Every year around this time I awaken with the nightmares of failing you, of watching you die over and over, and hearing you ask why I could not protect you, why I did not love you enough to make it better, of why I lied that you would be okay. Nightmares so horrific that I wake in tears, shaking uncontrollably, unable to breathe.

I try to imagine who you would have been, but I do not deserve to know. I know I will never be a father, never hold a grandchild, and maybe that is the way it should be. Every year I will beg you to forgive me, knowing that I never will. But man did I love you. No daughter in the history of the universe was loved as much as I loved and still love you. Maybe it was the only thing I did right.

And this is why as far as I am concerned, March 9th can burn in hell for failing you as I did.

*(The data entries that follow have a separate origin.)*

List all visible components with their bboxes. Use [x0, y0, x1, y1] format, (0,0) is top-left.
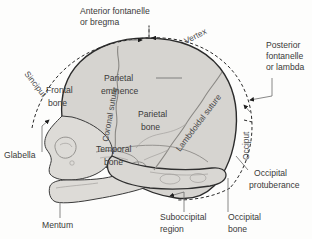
leader-glabella-a [42, 120, 49, 126]
label-temporal-bone: Temporal [96, 144, 131, 154]
dashed-lambda-tick-1 [244, 120, 252, 122]
label-posterior-fontanelle-line2: fontanelle [266, 51, 303, 61]
label-suboccipital-region-line2: region [160, 224, 184, 234]
fetal-skull-diagram: Anterior fontanelle or bregma Vertex Pos… [0, 0, 312, 239]
label-occipital-protuberance-line2: protuberance [249, 180, 300, 190]
label-mentum: Mentum [42, 220, 73, 230]
label-anterior-fontanelle-line2: or bregma [80, 17, 119, 27]
label-frontal-bone-line2: bone [48, 98, 67, 108]
label-parietal-bone: Parietal [138, 109, 167, 119]
label-parietal-bone-line2: bone [141, 122, 160, 132]
arrow-lambda [244, 105, 250, 112]
label-temporal-bone-line2: bone [104, 157, 123, 167]
label-posterior-fontanelle-line3: or lambda [266, 62, 304, 72]
label-suboccipital-region: Suboccipital [160, 212, 206, 222]
label-parietal-eminence: Parietal [104, 73, 133, 83]
label-frontal-bone: Frontal [46, 85, 73, 95]
label-parietal-eminence-line2: eminence [101, 86, 138, 96]
label-posterior-fontanelle: Posterior [266, 40, 301, 50]
label-anterior-fontanelle: Anterior fontanelle [80, 6, 150, 16]
label-occipital-protuberance: Occipital [254, 168, 287, 178]
leader-posterior-fontanelle-a [250, 96, 272, 100]
label-glabella: Glabella [4, 150, 36, 160]
label-occiput: Occiput [241, 131, 251, 160]
label-vertex: Vertex [182, 26, 208, 46]
label-occipital-bone: Occipital [228, 212, 261, 222]
label-occipital-bone-line2: bone [228, 224, 247, 234]
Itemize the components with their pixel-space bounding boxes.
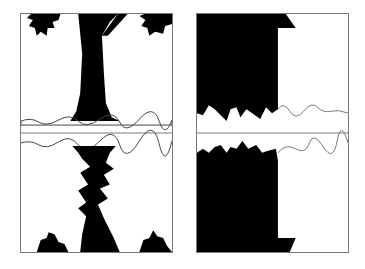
house-illustration bbox=[197, 14, 348, 252]
house-reflection-panel bbox=[196, 13, 349, 253]
tree-reflection-panel bbox=[20, 13, 173, 253]
tree-illustration bbox=[21, 14, 172, 252]
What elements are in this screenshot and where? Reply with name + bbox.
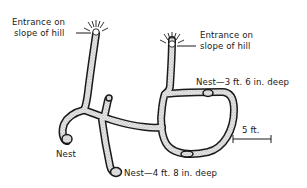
spur-chamber bbox=[106, 95, 112, 101]
nest-upper-chamber bbox=[203, 90, 213, 97]
nest-left-chamber bbox=[62, 135, 72, 144]
label-nest-left: Nest bbox=[56, 149, 76, 159]
loop-bottom-chamber bbox=[181, 151, 193, 157]
label-entrance-left-2: slope of hill bbox=[14, 28, 65, 38]
scale-bar bbox=[233, 135, 271, 143]
nest-lower-chamber bbox=[111, 168, 122, 177]
label-entrance-left-1: Entrance on bbox=[12, 17, 65, 27]
label-entrance-right-2: slope of hill bbox=[200, 41, 251, 51]
label-entrance-right-1: Entrance on bbox=[200, 30, 253, 40]
label-scale: 5 ft. bbox=[242, 125, 260, 135]
tunnel-fill bbox=[63, 34, 234, 172]
label-nest-lower: Nest—4 ft. 8 in. deep bbox=[124, 168, 217, 178]
label-nest-upper: Nest—3 ft. 6 in. deep bbox=[196, 77, 289, 87]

I am so, so sorry baby girl that you had me for a father.

Love,

Your dad

October 25, 2019

There has been a day I have been dreading for over ten years. October 25, 2019. It marked the day you have been dead longer than you were alive. It was a day I feared for many years, but whose presence I had felt clawing at the back of my soul for the last year. It was like this little voice that kept getting closer and louder...the day is coming.

I have no idea what this date means. For a while, I thought it might be the time when things would be normal again or things would begin to make sense. Nothing could be further from the truth. I am no closer to acceptance. Things are not any easier. The pain is no less than it was ten years ago. I have no grand epiphanies. No valued wisdom.

It just feels wrong. That is the only way I can describe it. It feels like a fault in the universe that should have been corrected but was left on the pages of time, a permanent error, a flaw in the universe. The only thing that has changed is more memories get lost, and I fear how long that will continue. It feels like I just keep losing more of you.

I shared this date with a member of my family. Someone I love very much. Her response, while well meaning was "you have to let it go and chose to be happy." I just do not see how that is possible. This person lost you as well and would have laid down her life to save you if she could. She has lost sisters, brothers, and a mother. She does understand the loss. I just do not know how you can just let go of unnatural loss. I do not know how you cannot see a friend's child and think for a fraction of a second about who your little girl might have been in that situation. It is forever in your mind. It lurches to the front as it pleases. It is insidious and cruel.

Someone told me recently when I shared that I was writing a book about you that it needed to be shared as it would help others learn that things get better. That is what people want to believe. That is what many will tell you. It gets better. It just takes time. If you want to believe a lie, then stop reading here.

As I later shared with another friend who experienced her own trauma, the truth is that things do not get better. A person is no less lost over time. The pain is no less. The brokenness in the soul is no less jagged. If anything, it gets worse. I think the point might be that we need to be honest with people and tell them this truth. They will never be whole again.

Maybe that is the message people need to hear. Life will never be okay again. If they are lucky, they will have that one person they trust to tell this to as the others in their life think they can put it behind them. But they will never feel normal again. They will always be that abandoned fragment.